The documentation is under development and may contain incomplete information.

To provide external access to virtual machines, for example, for service publishing or remote administration, you can use Ingressresources, which are managed by the ingress-nginx module.

These created Ingress resources use Nginx as a reverse proxy and load balancer. If the cluster includes multiple nodes for hosting the Ingress controller, it will be deployed in failover mode, enhancing access reliability and resilience to failures.

Multiple instances of the NGINX Ingress controller can run with separate configurations: one primary controller and any number of additional controllers. This approach lets you separate handling of Ingress resources for external and internal (intranet) applications, ensuring their isolation and more flexible access control.

Create a controller

To create a NGINX Ingress controller, apply the following IngressNginxController resource:

d8 k apply -f - <<EOF
apiVersion: deckhouse.io/v1
kind: IngressNginxController
metadata:
  name: main
spec:
  ingressClass: nginx
  inlet: HostWithFailover
  nodeSelector:
    node-role.deckhouse.io/frontend: ""
  tolerations:
    - effect: NoExecute
      key: dedicated.deckhouse.io
      value: frontend
EOF

For configuration details on the IngressNginxController resource, refer to the corresponding article.

HTTPS termination

The ingress-nginx module lets you configure HTTPS security policies for each NGINX Ingress controller, including:

  • Managing HTTP Strict Transport Security (HSTS) parameters
  • Configuring supported versions of SSL/TLS and encryption protocols

Also, ingress-nginx is integrated with the cert-manager module, which can be used for automatic ordering of SSL certificates and their use by the controllers.

Monitoring and statistics

The DVP ingress-nginx implementation includes a statistics collection system in Prometheus, providing various metrics:

  • Overall response time and upstream time
  • Response codes
  • Number of request retries
  • Request and response sizes
  • Request methods
  • content-type types
  • Geographic distribution of requests

Data is displayed in multiple views:

  • By namespace
  • By vhost
  • By Ingress resource
  • By location (in NGINX)

All graphs are available on user-friendly dashboards in Grafana. You can drill down into the data. For example, when viewing statistics by namespace, you can explore deeper statistics by vhosts within that namespace by clicking the corresponding link on the Grafana dashboard.

Basic principles of statistics collection

  1. At the log_by_lua_block stage, a module is called for each request to calculate and store the required data in a buffer. Each NGINX worker has its own buffer.
  2. At the init_by_lua_block stage, a process is started for each NGINX worker. This process asynchronously sends data in protobuf format via a TCP socket to protobuf_exporter once per second.
  3. protobuf_exporter runs as a sidecar container in the pod with the Ingress controller. It receives, parses, and aggregates the protobuf messages according to predefined rules, and then exports the data in a format compatible with Prometheus.
  4. Prometheus scrapes metrics every 30 seconds from both the Ingress controller, which collects a small number of necessary metrics, and protobuf_exporter. This ensures efficient system performance.

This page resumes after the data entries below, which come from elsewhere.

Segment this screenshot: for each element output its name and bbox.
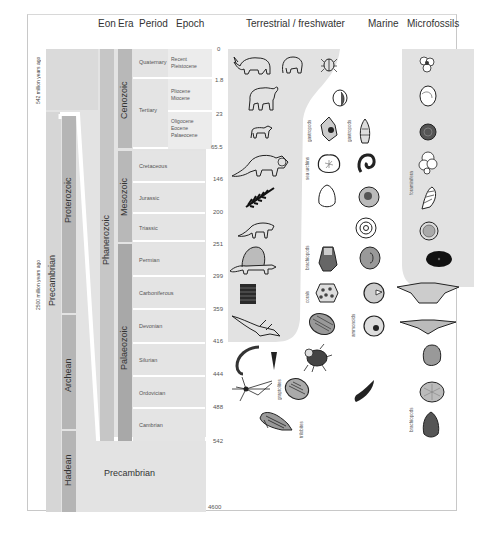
ammonite-spiral-icon (354, 215, 378, 241)
phanerozoic-expansion-area (46, 49, 98, 110)
period-label: Ordovician (139, 390, 165, 396)
label-2500-million: 2500 million years ago (35, 250, 41, 320)
millipede-icon (233, 344, 261, 376)
dimetrodon-icon (228, 245, 278, 277)
hadean-label: Hadean (63, 445, 73, 495)
period-label: Quaternary (139, 59, 167, 65)
tick-488: 488 (213, 404, 223, 410)
header-era: Era (118, 18, 134, 29)
foraminifera-2-icon (418, 84, 438, 108)
tick-299: 299 (213, 273, 223, 279)
foraminifera-5-icon (418, 185, 438, 211)
label-foraminifera: foraminifera (409, 165, 414, 195)
period-jurassic: Jurassic (133, 183, 205, 214)
epoch-miocene: Miocene (168, 95, 212, 102)
dinosaur-icon (236, 218, 276, 240)
epoch-pliocene: Pliocene (168, 88, 212, 95)
label-gastropods-2: gastropods (347, 112, 352, 142)
fish-amphibian-icon (230, 312, 282, 340)
palaeozoic-label: Palaeozoic (119, 320, 129, 375)
label-graptolites: graptolites (277, 370, 282, 400)
header-microfossils: Microfossils (407, 18, 459, 29)
orthocone-icon (352, 378, 378, 404)
period-silurian: Silurian (133, 344, 205, 377)
period-cretaceous: Cretaceous (133, 151, 205, 183)
trilobite-fossil-icon (307, 311, 337, 337)
brachiopod-micro-3-icon (420, 410, 442, 440)
epochs-quaternary: Recent Pleistocene (168, 49, 212, 79)
epoch-recent: Recent (168, 56, 212, 63)
period-label: Triassic (139, 225, 158, 231)
ammonite-4-icon (362, 313, 386, 339)
foraminifera-7-icon (425, 250, 453, 268)
phanerozoic-label: Phanerozoic (101, 195, 111, 285)
tick-416: 416 (213, 338, 223, 344)
tick-0: 0 (217, 46, 220, 52)
brachiopod-wide-2-icon (398, 318, 458, 336)
header-eon: Eon (98, 18, 116, 29)
period-cambrian: Cambrian (133, 409, 205, 441)
period-label: Tertiary (139, 107, 157, 113)
brachiopod-micro-2-icon (418, 380, 446, 404)
period-label: Cretaceous (139, 163, 167, 169)
mesozoic-label: Mesozoic (119, 172, 129, 222)
foraminifera-4-icon (417, 150, 439, 176)
epochs-tertiary-lower: Oligocene Eocene Palaeocene (168, 112, 212, 149)
label-brachiopods: brachiopods (305, 238, 310, 270)
label-542-million: 542 million years ago (35, 47, 41, 113)
beetle-icon (321, 55, 337, 73)
ammonite-3-icon (362, 280, 386, 306)
mammoth-small-icon (279, 53, 305, 77)
header-terrestrial: Terrestrial / freshwater (246, 18, 345, 29)
curled-shell-icon (355, 152, 377, 176)
precambrian-block-label: Precambrian (104, 468, 155, 478)
mammoth-icon (245, 82, 281, 112)
period-tertiary: Tertiary (133, 79, 169, 149)
tick-359: 359 (213, 306, 223, 312)
trilobite-icon (258, 408, 294, 434)
period-quaternary: Quaternary (133, 49, 169, 79)
cenozoic-label: Cenozoic (119, 75, 129, 125)
period-devonian: Devonian (133, 310, 205, 344)
sea-scorpion-icon (230, 375, 276, 403)
label-brachiopods-micro: brachiopods (409, 400, 414, 432)
period-label: Silurian (139, 357, 157, 363)
sea-urchin-2-icon (316, 183, 338, 209)
tick-444: 444 (213, 371, 223, 377)
tick-251: 251 (213, 241, 223, 247)
tick-542: 542 (213, 438, 223, 444)
ammonite-2-icon (358, 245, 382, 271)
fern-icon (244, 185, 276, 209)
label-gastropods: gastropods (307, 112, 312, 142)
brachiopod-wide-1-icon (395, 281, 461, 307)
tick-4600: 4600 (208, 504, 221, 510)
horsetail-icon (238, 282, 258, 306)
triceratops-icon (230, 150, 290, 180)
header-period: Period (139, 18, 168, 29)
epoch-pleistocene: Pleistocene (168, 63, 212, 70)
gastropod-spiral-icon (319, 115, 339, 143)
label-ammonoids: ammonoids (351, 305, 356, 337)
brachiopod-icon (317, 245, 339, 273)
trilobite-oval-icon (283, 376, 311, 402)
rhinoceros-icon (232, 52, 274, 76)
period-triassic: Triassic (133, 214, 205, 242)
period-permian: Permian (133, 244, 205, 277)
epoch-palaeocene: Palaeocene (168, 132, 212, 139)
epoch-eocene: Eocene (168, 125, 212, 132)
ammonite-1-icon (357, 185, 381, 209)
foraminifera-6-icon (418, 220, 440, 242)
label-sea-urchins: sea urchins (305, 150, 310, 180)
sea-urchin-icon (316, 152, 342, 176)
tick-146: 146 (213, 176, 223, 182)
graptolite-cone-icon (270, 350, 278, 372)
tick-23: 23 (216, 111, 223, 117)
period-carboniferous: Carboniferous (133, 277, 205, 310)
label-corals: corals (305, 283, 310, 303)
tick-1.8: 1.8 (215, 77, 223, 83)
header-epoch: Epoch (176, 18, 204, 29)
period-label: Cambrian (139, 422, 163, 428)
tick-200: 200 (213, 209, 223, 215)
label-trilobites: trilobites (299, 410, 304, 438)
header-marine: Marine (368, 18, 399, 29)
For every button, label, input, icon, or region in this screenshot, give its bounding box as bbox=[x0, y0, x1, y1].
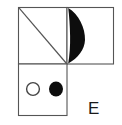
figure-canvas: E bbox=[0, 0, 122, 125]
figure-root: E bbox=[0, 0, 122, 125]
hollow-circle-icon bbox=[27, 83, 40, 96]
top-left-panel bbox=[19, 8, 68, 65]
top-right-panel bbox=[67, 8, 114, 65]
filled-circle-icon bbox=[49, 81, 63, 96]
panel-label-letter: E bbox=[88, 99, 99, 118]
bottom-left-panel bbox=[19, 64, 68, 116]
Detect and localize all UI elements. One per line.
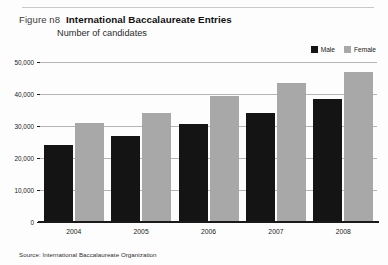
- bar-group-2006: [175, 62, 242, 222]
- bar-female-2007[interactable]: [277, 83, 306, 222]
- bar-female-2008[interactable]: [344, 72, 373, 222]
- legend-label-male: Male: [321, 46, 335, 53]
- bar-female-2004[interactable]: [75, 123, 104, 222]
- figure-page: Figure n8 International Baccalaureate En…: [0, 0, 388, 265]
- x-axis-label-2006: 2006: [175, 228, 242, 235]
- top-divider: [22, 7, 374, 8]
- bar-male-2006[interactable]: [179, 124, 208, 222]
- y-axis-tick-label: 10,000: [0, 187, 34, 194]
- bar-group-2004: [40, 62, 107, 222]
- bar-groups: [40, 62, 377, 222]
- x-axis-line: [38, 221, 379, 223]
- legend-item-female[interactable]: Female: [344, 46, 376, 53]
- figure-subtitle: Number of candidates: [57, 28, 359, 38]
- y-axis-tick-label: 50,000: [0, 59, 34, 66]
- plot-area: 010,00020,00030,00040,00050,000: [40, 62, 377, 222]
- title-line: Figure n8 International Baccalaureate En…: [19, 14, 359, 25]
- bar-male-2004[interactable]: [44, 145, 73, 222]
- y-axis-tick-label: 20,000: [0, 155, 34, 162]
- legend-item-male[interactable]: Male: [311, 46, 335, 53]
- y-axis-tick-label: 30,000: [0, 123, 34, 130]
- bar-female-2006[interactable]: [210, 96, 239, 222]
- figure-header: Figure n8 International Baccalaureate En…: [19, 14, 359, 38]
- chart-legend: MaleFemale: [311, 46, 376, 53]
- bar-group-2007: [242, 62, 309, 222]
- legend-swatch-female: [344, 46, 351, 53]
- legend-label-female: Female: [354, 46, 376, 53]
- bar-group-2005: [107, 62, 174, 222]
- source-note: Source: International Baccalaureate Orga…: [19, 251, 157, 258]
- y-axis-tick-label: 0: [0, 219, 34, 226]
- bar-group-2008: [310, 62, 377, 222]
- x-axis-label-2004: 2004: [40, 228, 107, 235]
- legend-swatch-male: [311, 46, 318, 53]
- bar-female-2005[interactable]: [142, 113, 171, 222]
- x-axis-labels: 20042005200620072008: [40, 228, 377, 235]
- figure-number-label: Figure n8: [19, 14, 60, 25]
- figure-title: International Baccalaureate Entries: [66, 14, 232, 25]
- y-axis-tick-label: 40,000: [0, 91, 34, 98]
- bar-male-2008[interactable]: [313, 99, 342, 222]
- bar-male-2007[interactable]: [246, 113, 275, 222]
- bar-male-2005[interactable]: [111, 136, 140, 222]
- x-axis-label-2007: 2007: [242, 228, 309, 235]
- x-axis-label-2008: 2008: [310, 228, 377, 235]
- x-axis-label-2005: 2005: [107, 228, 174, 235]
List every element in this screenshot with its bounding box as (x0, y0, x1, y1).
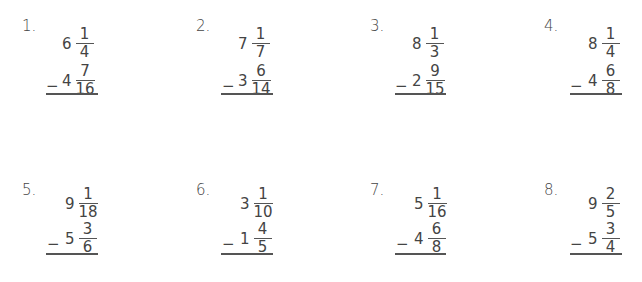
denominator: 8 (606, 82, 616, 97)
fraction: 1 4 (602, 27, 620, 60)
denominator: 16 (76, 82, 95, 97)
denominator: 18 (79, 205, 98, 220)
numerator: 6 (606, 64, 616, 79)
fraction: 3 4 (602, 222, 620, 255)
minus-sign: − (222, 236, 235, 252)
minus-sign: − (570, 78, 583, 94)
numerator: 1 (83, 187, 93, 202)
numerator: 3 (83, 222, 93, 237)
denominator: 3 (430, 45, 440, 60)
numerator: 4 (258, 222, 268, 237)
denominator: 7 (256, 45, 266, 60)
minuend: 5 1 16 (414, 187, 447, 220)
minus-sign: − (395, 78, 408, 94)
fraction: 3 6 (79, 222, 97, 255)
answer-line (395, 253, 446, 255)
subtrahend: 4 6 8 (414, 222, 446, 255)
problem-number: 5. (22, 182, 36, 198)
problem-number: 8. (544, 182, 558, 198)
minuend: 3 1 10 (240, 187, 273, 220)
fraction: 1 10 (254, 187, 273, 220)
answer-line (570, 253, 622, 255)
minuend: 8 1 4 (588, 27, 620, 60)
fraction: 1 7 (252, 27, 270, 60)
fraction: 1 16 (428, 187, 447, 220)
numerator: 6 (432, 222, 442, 237)
whole-part: 8 (588, 36, 598, 52)
subtrahend: 1 4 5 (240, 222, 272, 255)
whole-part: 2 (412, 73, 422, 89)
numerator: 1 (258, 187, 268, 202)
problem-7: 7. 5 1 16 4 6 8 − (370, 182, 500, 282)
answer-line (570, 93, 622, 95)
whole-part: 3 (238, 73, 248, 89)
problem-number: 7. (370, 182, 384, 198)
numerator: 9 (430, 64, 440, 79)
minuend: 7 1 7 (238, 27, 270, 60)
whole-part: 9 (65, 196, 75, 212)
problem-number: 6. (196, 182, 210, 198)
answer-line (46, 93, 98, 95)
answer-line (395, 93, 446, 95)
denominator: 15 (426, 82, 445, 97)
problem-number: 2. (196, 18, 210, 34)
whole-part: 4 (414, 231, 424, 247)
minuend: 9 2 5 (588, 187, 620, 220)
answer-line (221, 93, 273, 95)
whole-part: 4 (588, 73, 598, 89)
minus-sign: − (396, 236, 409, 252)
numerator: 1 (80, 27, 90, 42)
problem-number: 3. (370, 18, 384, 34)
minuend: 9 1 18 (65, 187, 98, 220)
answer-line (221, 253, 273, 255)
answer-line (46, 253, 98, 255)
whole-part: 5 (588, 231, 598, 247)
whole-part: 3 (240, 196, 250, 212)
problem-6: 6. 3 1 10 1 4 5 − (196, 182, 326, 282)
denominator: 4 (606, 45, 616, 60)
problem-1: 1. 6 1 4 4 7 16 − (22, 18, 152, 118)
minuend: 6 1 4 (62, 27, 94, 60)
numerator: 1 (256, 27, 266, 42)
fraction: 6 8 (428, 222, 446, 255)
whole-part: 5 (414, 196, 424, 212)
whole-part: 6 (62, 36, 72, 52)
problem-3: 3. 8 1 3 2 9 15 − (370, 18, 500, 118)
problem-number: 4. (544, 18, 558, 34)
problem-4: 4. 8 1 4 4 6 8 − (544, 18, 642, 118)
whole-part: 8 (412, 36, 422, 52)
problem-number: 1. (22, 18, 36, 34)
numerator: 1 (432, 187, 442, 202)
problem-5: 5. 9 1 18 5 3 6 − (22, 182, 152, 282)
numerator: 1 (430, 27, 440, 42)
numerator: 6 (256, 64, 266, 79)
numerator: 7 (80, 64, 90, 79)
whole-part: 9 (588, 196, 598, 212)
denominator: 10 (254, 205, 273, 220)
minus-sign: − (46, 78, 59, 94)
denominator: 5 (606, 205, 616, 220)
fraction: 2 5 (602, 187, 620, 220)
denominator: 14 (252, 82, 271, 97)
whole-part: 4 (62, 73, 72, 89)
subtrahend: 5 3 6 (65, 222, 97, 255)
denominator: 4 (80, 45, 90, 60)
whole-part: 1 (240, 231, 250, 247)
whole-part: 5 (65, 231, 75, 247)
numerator: 2 (606, 187, 616, 202)
fraction: 4 5 (254, 222, 272, 255)
numerator: 1 (606, 27, 616, 42)
minus-sign: − (47, 236, 60, 252)
minuend: 8 1 3 (412, 27, 444, 60)
fraction: 1 18 (79, 187, 98, 220)
fraction: 1 4 (76, 27, 94, 60)
subtrahend: 5 3 4 (588, 222, 620, 255)
whole-part: 7 (238, 36, 248, 52)
problem-8: 8. 9 2 5 5 3 4 − (544, 182, 642, 282)
problem-2: 2. 7 1 7 3 6 14 − (196, 18, 326, 118)
minus-sign: − (222, 78, 235, 94)
fraction: 1 3 (426, 27, 444, 60)
minus-sign: − (570, 236, 583, 252)
denominator: 16 (428, 205, 447, 220)
numerator: 3 (606, 222, 616, 237)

Statistics collection and representation

All collected metrics have service labels visible in /prometheus/targets that let you identify the controller instance: controller, app, instance, and endpoint.

  • All metrics exported by protobuf_exporter (except for geo) are represented in three levels of detail:
    • ingress_nginx_overall_*: An overview. All metrics have the namespace, vhost, and content_kind labels.
    • ingress_nginx_detail_*: In addition to the overall labels, this level adds ingress, service, service_port, and location labels.
    • ingress_nginx_detail_backend_*: A limited part of the data collected on a per-backend basis. In addition to the detail labels, these metrics have the pod_ip label.
  • The following metrics are collected for the overall and detail levels:
    • *_requests_total: A request number counter. Additional labels: scheme, method.
    • *_responses_total: A response number counter. Additional label: status.
    • *_request_seconds_{sum,count,bucket}: A response time histogram.
    • *_bytes_received_{sum,count,bucket}: A request size histogram.
    • *_bytes_sent_{sum,count,bucket}: A response size histogram.
    • *_upstream_response_seconds_{sum,count,bucket}: An upstream response time histogram. If there were multiple upstreams, it tracks the sum of response times of all upstreams.
    • *_lowres_upstream_response_seconds_{sum,count,bucket}: The same as the previous metric but less detailed. It’s suitable for visualization but not for quantile calculation.
    • *_upstream_retries_{count,sum}: A number of requests with backend retries and the sum of retries.
  • The following metrics are collected for the overall level:
    • *_geohash_total: A counter for the number of requests with a specific geohash. Additional labels: geohash, place.
  • The following metrics are collected for the detail_backend level:
    • *_lowres_upstream_response_seconds: The same metric as the one used for the overall and detail levels.
    • *_responses_total: A response number counter. Additional label: status_class.
    • *_upstream_bytes_received_sum: A counter for the total size of backend responses.